AP News, June 15, 2021. Accessed August 15, 2023. apnews.com/article/government-andpolitics-

donald-trump-joe-biden-europe-global-trade-6b4edec3e71c3dbaa831b22e34663fe4.

[13] Since the time of this publication, I have offered the idea of how the war in Ukraine can turn into a war by Putin against the population of Russia itself: reforum.io/en/blog/2022/10/28/how-the-war-in-ukraine-can-turn-into-a-war-in-russia.

[14] Following the facts of the time of this publication, the activities scope has significantly widened thanks to the massive new emigration wave after February 24, 2022 when the war broke out.

[15] Benson, Brawley. “Russian Diaspora Aims to Inform and Influence Ahead of Duma Vote.” The Moscow

Times, August 15, 2023. Accessed August 15, 2023. www.themoscowtimes.com/2021/09/09/

russian-diaspora-aims-to-inform-and-influence-ahead-of-duma-vote-a74980.

[16] Rfe/Rl. “In The Teeth Of A Crackdown, Russia’s Opposition Candidates Fight To Stay In The Race.”

RadioFreeEurope/RadioLiberty, September 15, 2021. Accessed August 15, 2023. www.rferl.
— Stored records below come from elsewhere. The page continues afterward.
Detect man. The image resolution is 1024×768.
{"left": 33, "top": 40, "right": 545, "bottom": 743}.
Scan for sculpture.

org/a/russia-opposition-elections-fight/31432402.html.

[17] voteabroad.today. “Golosuj za rubežom!” Accessed August 15, 2023. www.voteabroad.info.

[18] This can now be reinterpreted as the war exodus can be seen as an Eighth Wave.
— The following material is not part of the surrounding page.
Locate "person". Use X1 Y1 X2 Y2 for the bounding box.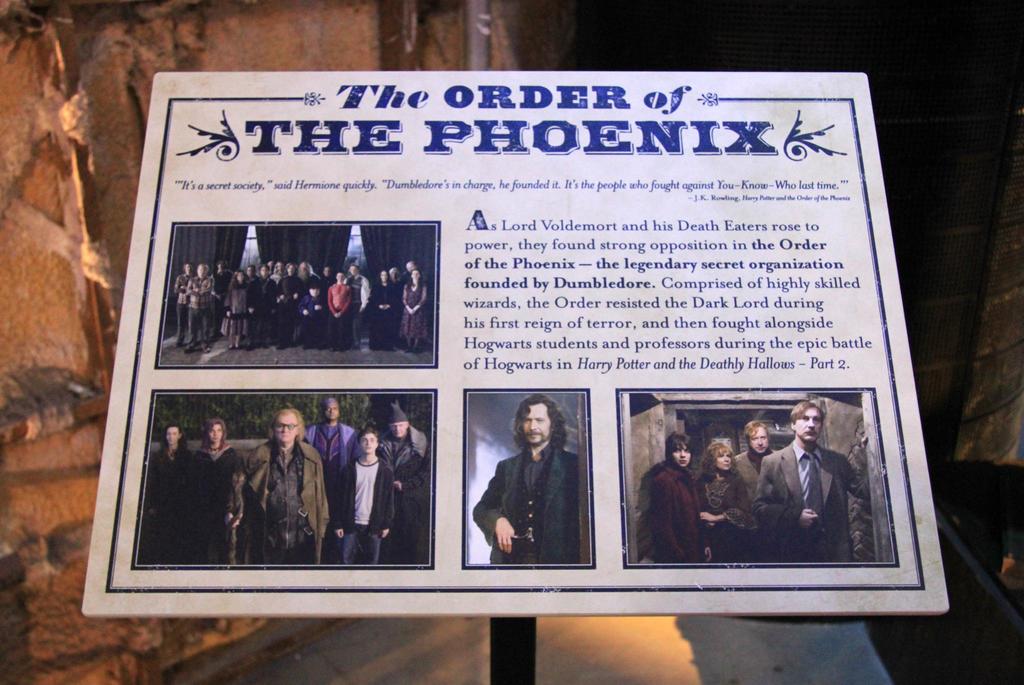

[19] Troianovski, A. “Exile or Jail: The Grim Choice Facing Russian Opposition Leaders”, The New York Times, 30th August 2021: https://www.nytimes.com/2021/08/30/world/europe/russian-opposition-leaders-exile.html.     

[20] Ahmadov, A. K. and Sasse, Gwendolyn, “A Voice Despite Exit: The Role of Assimilation, Emigrant Networks, and Destination in Emigrants’ Transnational Political Engagement”, Comparative Political Studies, 41(1), August 2015, pp. 1-37.